Newt podcast with Botanical Garden director Paul Licht
March 3, 2011: The UC Botanical Garden is home to two newt species, Taricha torosa (California newt) and Taricha granulosa (rough-skin newt). The winter rains prompt the newts to migrate to the Garden’s Japanese Pool where their mating rituals and general cavorting can be easily observed by visitors. The garden is offering several opportunities to get up close and personal with newts this March including this podcast with garden director Paul Licht.
Jim Crow signs as symbols of subjugation, trophies of triumph
February 15, 2011: In the mid 1960s, landmark laws brought an official end to the system of legal segregation known as Jim Crow. Professor Elizabeth Abel explores the “visual politics” of a system that shaped experience and perception throughout the American South (and beyond) for nearly a century — in a book praised by literary critic Henry Louis Gates as giving “new focus to our national dialogue on race.”
Legalize marijuana? Pro, con, or undecided, Berkeley students sound off on Prop. 19
October 19, 2010:
On Nov. 2, state voters will decide on a controversial and quintessentially California ballot measure, Proposition 19, the “Regulate, Control and Tax Cannabis Act of 2010.” Where do students at Berkeley, with its reputation for liberalism (accurate or not) come down on the issue? Eleven campus undergraduates think out loud about the pros and cons of Prop. 19.

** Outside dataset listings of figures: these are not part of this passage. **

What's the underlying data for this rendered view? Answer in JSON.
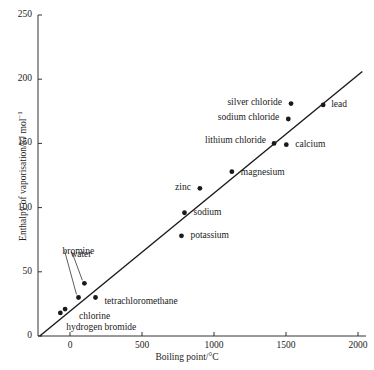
{
  "chart_data": {
    "type": "scatter",
    "title": "",
    "xlabel": "Boiling point/°C",
    "ylabel_html": "Enthalpy of vaporisation/kJ mol",
    "ylabel_exponent": "−1",
    "ylabel_plain": "Enthalpy of vaporisation/kJ mol⁻¹",
    "xlim": [
      -200,
      2000
    ],
    "ylim": [
      0,
      250
    ],
    "xticks": [
      0,
      500,
      1000,
      1500,
      2000
    ],
    "yticks": [
      0,
      50,
      100,
      150,
      200,
      250
    ],
    "xtick_labels": [
      "0",
      "500",
      "1000",
      "1500",
      "2000"
    ],
    "ytick_labels": [
      "0",
      "50",
      "100",
      "150",
      "200",
      "250"
    ],
    "grid": false,
    "legend": "none",
    "marker_color": "#1a1a1a",
    "line_color": "#1a1a1a",
    "trend_line": {
      "label": "best-fit line",
      "x_start": -210,
      "y_start": 0,
      "x_end": 2030,
      "y_end": 206
    },
    "points": [
      {
        "name": "hydrogen bromide",
        "x": -67,
        "y": 18,
        "label_dx": 6,
        "label_dy": 16,
        "align": "left",
        "leader": false
      },
      {
        "name": "chlorine",
        "x": -34,
        "y": 21,
        "label_dx": 14,
        "label_dy": 9,
        "align": "left",
        "leader": false
      },
      {
        "name": "bromine",
        "x": 59,
        "y": 30,
        "label_dx": -16,
        "label_dy": -44,
        "align": "left",
        "leader": true
      },
      {
        "name": "water",
        "x": 100,
        "y": 41,
        "label_dx": -14,
        "label_dy": -27,
        "align": "left",
        "leader": true
      },
      {
        "name": "tetrachloromethane",
        "x": 177,
        "y": 30,
        "label_dx": 9,
        "label_dy": 6,
        "align": "left",
        "leader": false
      },
      {
        "name": "potassium",
        "x": 774,
        "y": 78,
        "label_dx": 9,
        "label_dy": 1,
        "align": "left",
        "leader": false
      },
      {
        "name": "sodium",
        "x": 795,
        "y": 96,
        "label_dx": 9,
        "label_dy": 1,
        "align": "left",
        "leader": false
      },
      {
        "name": "zinc",
        "x": 902,
        "y": 115,
        "label_dx": -9,
        "label_dy": 1,
        "align": "right",
        "leader": false
      },
      {
        "name": "magnesium",
        "x": 1124,
        "y": 128,
        "label_dx": 9,
        "label_dy": 2,
        "align": "left",
        "leader": false
      },
      {
        "name": "lithium chloride",
        "x": 1417,
        "y": 150,
        "label_dx": -8,
        "label_dy": -1,
        "align": "right",
        "leader": false
      },
      {
        "name": "calcium",
        "x": 1502,
        "y": 149,
        "label_dx": 9,
        "label_dy": 1,
        "align": "left",
        "leader": false
      },
      {
        "name": "sodium chloride",
        "x": 1516,
        "y": 169,
        "label_dx": -9,
        "label_dy": 0,
        "align": "right",
        "leader": false
      },
      {
        "name": "silver chloride",
        "x": 1535,
        "y": 181,
        "label_dx": -9,
        "label_dy": 0,
        "align": "right",
        "leader": false
      },
      {
        "name": "lead",
        "x": 1758,
        "y": 180,
        "label_dx": 8,
        "label_dy": 1,
        "align": "left",
        "leader": false
      }
    ]
  }
}
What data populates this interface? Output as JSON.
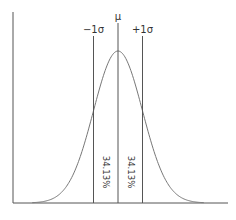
{
  "chart_data": {
    "type": "line",
    "title": "",
    "xlabel": "",
    "ylabel": "",
    "grid": false,
    "distribution": {
      "mean": 0,
      "sd": 1,
      "x_range": [
        -3.5,
        3.5
      ]
    },
    "markers": [
      {
        "label": "−1σ",
        "x": -1
      },
      {
        "label": "μ",
        "x": 0
      },
      {
        "label": "+1σ",
        "x": 1
      }
    ],
    "region_labels": [
      {
        "label": "34.13%",
        "from": -1,
        "to": 0
      },
      {
        "label": "34.13%",
        "from": 0,
        "to": 1
      }
    ]
  }
}
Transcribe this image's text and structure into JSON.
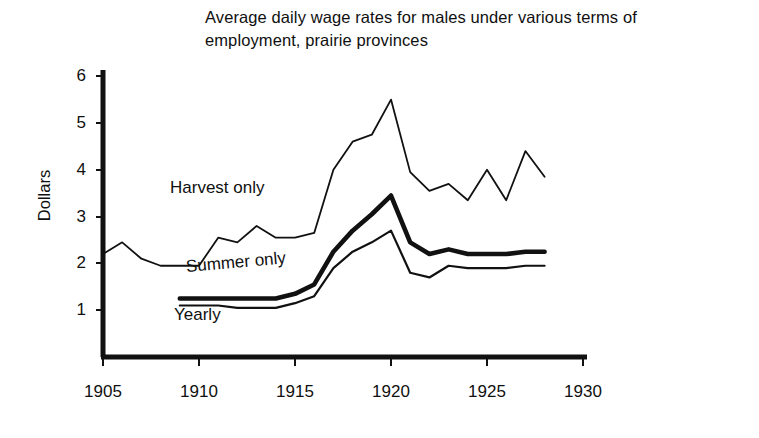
{
  "figure": {
    "title": "Average daily wage rates for males under various terms of employment, prairie provinces",
    "ylabel": "Dollars"
  },
  "axis": {
    "y_ticks": [
      "1",
      "2",
      "3",
      "4",
      "5",
      "6"
    ],
    "x_ticks": [
      "1905",
      "1910",
      "1915",
      "1920",
      "1925",
      "1930"
    ]
  },
  "labels": {
    "harvest": "Harvest only",
    "summer": "Summer only",
    "yearly": "Yearly"
  },
  "chart_data": {
    "type": "line",
    "title": "Average daily wage rates for males under various terms of employment, prairie provinces",
    "xlabel": "",
    "ylabel": "Dollars",
    "xlim": [
      1905,
      1930
    ],
    "ylim": [
      0,
      6
    ],
    "xticks": [
      1905,
      1910,
      1915,
      1920,
      1925,
      1930
    ],
    "yticks": [
      1,
      2,
      3,
      4,
      5,
      6
    ],
    "grid": false,
    "legend": "inline-annotations",
    "series": [
      {
        "name": "Harvest only",
        "style": "thin",
        "x": [
          1905,
          1906,
          1907,
          1908,
          1909,
          1910,
          1911,
          1912,
          1913,
          1914,
          1915,
          1916,
          1917,
          1918,
          1919,
          1920,
          1921,
          1922,
          1923,
          1924,
          1925,
          1926,
          1927,
          1928
        ],
        "y": [
          2.2,
          2.45,
          2.1,
          1.95,
          1.95,
          1.95,
          2.55,
          2.45,
          2.8,
          2.55,
          2.55,
          2.65,
          4.0,
          4.6,
          4.75,
          5.5,
          3.95,
          3.55,
          3.7,
          3.35,
          4.0,
          3.35,
          4.4,
          3.85
        ]
      },
      {
        "name": "Summer only",
        "style": "thick",
        "x": [
          1909,
          1910,
          1911,
          1912,
          1913,
          1914,
          1915,
          1916,
          1917,
          1918,
          1919,
          1920,
          1921,
          1922,
          1923,
          1924,
          1925,
          1926,
          1927,
          1928
        ],
        "y": [
          1.25,
          1.25,
          1.25,
          1.25,
          1.25,
          1.25,
          1.35,
          1.55,
          2.25,
          2.7,
          3.05,
          3.45,
          2.45,
          2.2,
          2.3,
          2.2,
          2.2,
          2.2,
          2.25,
          2.25
        ]
      },
      {
        "name": "Yearly",
        "style": "thin",
        "x": [
          1909,
          1910,
          1911,
          1912,
          1913,
          1914,
          1915,
          1916,
          1917,
          1918,
          1919,
          1920,
          1921,
          1922,
          1923,
          1924,
          1925,
          1926,
          1927,
          1928
        ],
        "y": [
          1.1,
          1.1,
          1.1,
          1.05,
          1.05,
          1.05,
          1.15,
          1.3,
          1.9,
          2.25,
          2.45,
          2.7,
          1.8,
          1.7,
          1.95,
          1.9,
          1.9,
          1.9,
          1.95,
          1.95
        ]
      }
    ]
  }
}
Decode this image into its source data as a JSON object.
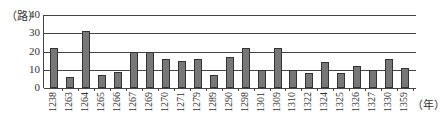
{
  "chart_data": {
    "type": "bar",
    "title": "",
    "ylabel": "（路）",
    "xlabel": "（年）",
    "ylim": [
      0,
      40
    ],
    "yticks": [
      0,
      10,
      20,
      30,
      40
    ],
    "grid": true,
    "legend": null,
    "categories": [
      "1238",
      "1263",
      "1264",
      "1265",
      "1266",
      "1267",
      "1269",
      "1270",
      "1271",
      "1279",
      "1289",
      "1290",
      "1298",
      "1301",
      "1309",
      "1310",
      "1322",
      "1324",
      "1325",
      "1326",
      "1327",
      "1330",
      "1359"
    ],
    "values": [
      22,
      6,
      31,
      7,
      9,
      20,
      20,
      16,
      15,
      16,
      7,
      17,
      22,
      10,
      22,
      10,
      8,
      14,
      8,
      12,
      10,
      16,
      11
    ],
    "bar_color": "#777777"
  }
}
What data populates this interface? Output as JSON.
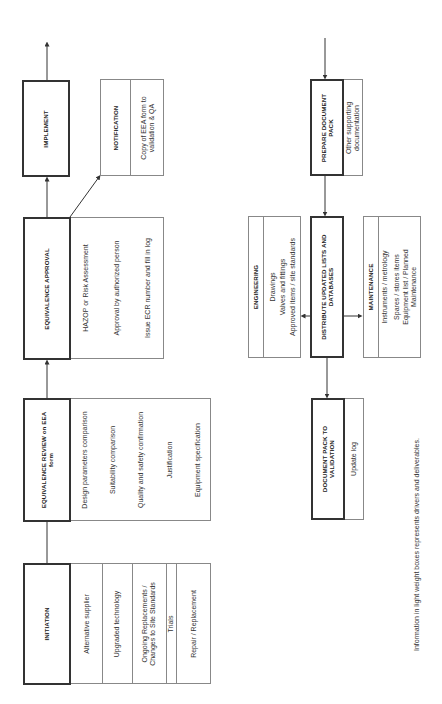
{
  "flow": {
    "initiation": {
      "title": "INITIATION",
      "drivers": [
        "Alternative supplier",
        "Upgraded technology",
        "Ongoing Replacements /\nChanges to Site Standards",
        "Trials",
        "Repair / Replacement"
      ]
    },
    "review": {
      "title": "EQUIVALENCE REVIEW on EEA\nform",
      "items": [
        "Design parameters comparison",
        "Suitability comparison",
        "Quality and safety confirmation",
        "Justification",
        "Equipment specification"
      ]
    },
    "approval": {
      "title": "EQUIVALENCE APPROVAL",
      "items": [
        "HAZOP or Risk Assessment",
        "Approval by authorized person",
        "Issue ECR number and fill in log"
      ]
    },
    "notification": {
      "title": "NOTIFICATION",
      "text": "Copy of EEA form to\nvalidation & QA"
    },
    "implement": {
      "title": "IMPLEMENT"
    },
    "prepare_pack": {
      "title": "PREPARE DOCUMENT\nPACK",
      "text": "Other supporting\ndocumentation"
    },
    "distribute": {
      "title": "DISTRIBUTE UPDATED LISTS AND\nDATABASES"
    },
    "engineering": {
      "title": "ENGINEERING",
      "items": [
        "Drawings",
        "Valves and fittings",
        "Approved items / site standards"
      ]
    },
    "maintenance": {
      "title": "MAINTENANCE",
      "items": [
        "Instruments / metrology",
        "Spares / stores items",
        "Equipment list / Planned\nMaintenance"
      ]
    },
    "validation": {
      "title": "DOCUMENT PACK TO\nVALIDATION",
      "text": "Update log"
    }
  },
  "footnote": "Information in light weight boxes represents drivers and deliverables.",
  "colors": {
    "bold_border": "#333333",
    "light_border": "#888888",
    "line": "#333333"
  }
}
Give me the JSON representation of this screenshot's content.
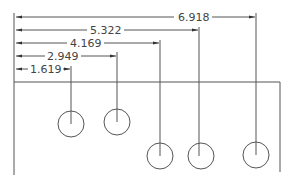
{
  "drawing": {
    "type": "ordinate-dimension-drawing",
    "colors": {
      "line": "#555555",
      "text": "#444444",
      "background": "#ffffff"
    },
    "origin_x": 14,
    "part_outline": {
      "top_y": 82,
      "left_x": 14,
      "right_x": 280,
      "bottom_y": 175
    },
    "dimensions": [
      {
        "label": "6.918",
        "y": 17,
        "x_end": 256,
        "text_x": 178
      },
      {
        "label": "5.322",
        "y": 30,
        "x_end": 199,
        "text_x": 90
      },
      {
        "label": "4.169",
        "y": 43,
        "x_end": 160,
        "text_x": 70
      },
      {
        "label": "2.949",
        "y": 56,
        "x_end": 117,
        "text_x": 47
      },
      {
        "label": "1.619",
        "y": 69,
        "x_end": 71,
        "text_x": 30
      }
    ],
    "holes": [
      {
        "cx": 71,
        "cy": 124,
        "r": 13
      },
      {
        "cx": 117,
        "cy": 122,
        "r": 13
      },
      {
        "cx": 160,
        "cy": 156,
        "r": 13
      },
      {
        "cx": 201,
        "cy": 156,
        "r": 13
      },
      {
        "cx": 256,
        "cy": 155,
        "r": 13
      }
    ]
  }
}
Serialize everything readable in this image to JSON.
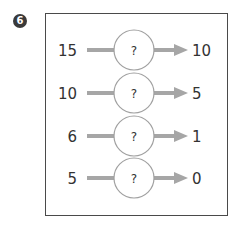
{
  "problem": {
    "number": "6",
    "rows": [
      {
        "input": "15",
        "operator": "?",
        "output": "10"
      },
      {
        "input": "10",
        "operator": "?",
        "output": "5"
      },
      {
        "input": "6",
        "operator": "?",
        "output": "1"
      },
      {
        "input": "5",
        "operator": "?",
        "output": "0"
      }
    ]
  },
  "colors": {
    "arrow": "#a6a6a6",
    "circle_stroke": "#a0a0a0",
    "text": "#333333",
    "badge": "#3a3a3a",
    "border": "#4a4a4a"
  }
}
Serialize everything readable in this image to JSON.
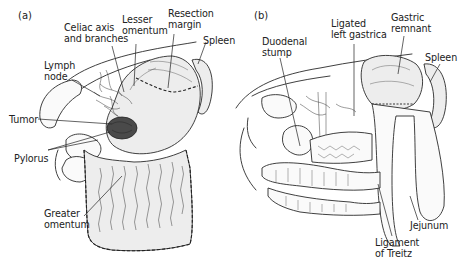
{
  "figure": {
    "panels": [
      {
        "id": "a",
        "panel_label": "(a)",
        "labels": {
          "celiac": "Celiac axis\nand branches",
          "lesser_omentum": "Lesser\nomentum",
          "resection_margin": "Resection\nmargin",
          "spleen": "Spleen",
          "lymph_node": "Lymph\nnode",
          "tumor": "Tumor",
          "pylorus": "Pylorus",
          "greater_omentum": "Greater\nomentum"
        }
      },
      {
        "id": "b",
        "panel_label": "(b)",
        "labels": {
          "duodenal_stump": "Duodenal\nstump",
          "ligated_left_gastrica": "Ligated\nleft gastrica",
          "gastric_remnant": "Gastric\nremnant",
          "spleen": "Spleen",
          "jejunum": "Jejunum",
          "ligament_of_treitz": "Ligament\nof Treitz"
        }
      }
    ],
    "colors": {
      "ink": "#2a2a2a",
      "tissue_fill": "#ededed",
      "tumor_fill": "#4a4a4a",
      "background": "#ffffff"
    }
  }
}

Gulf oil drilling is just one facet of South’s surfeit of heavy industry
August 17, 2010:
Cal alum Rachel Edmonds ’09 is keenly interested in places like the Gulf of Mexico, where “dirty” industries provide jobs but can mar the landscape and degrade the environment. She recently visited many such sites in the American South — where much of the nation’s heavy industry is found — on a travel fellowship given annually by the Department of Landscape Architecture and Environmental Planning.
How Japanese Americans preserved traditions behind barbed wire
June 10, 2010:
For several decades, Berkeley staff member Shirley Muramoto Wong has tracked down elderly artists who, during World War II, taught traditional Japanese arts while imprisoned in far-flung “relocation” camps. In coaxing out and recording their memories, Muramoto — herself a master of the koto — has helped bring to light a little-known aspect of U.S. history.
Student parent, born in an Andean village, aims to go global in defense of the dispossessed
January 15, 2010: Consuelo Bustinza’s journey has taken her, so far, from a tiny Andean village to a place she describes as “a big ocean of knowledge and opportunities” where one learns to “solve big problems,” UC Berkeley. Diminutive, energetic, and startlingly self-possessed, the campus senior aspires to one day be a voice for the dispossessed in the international arena.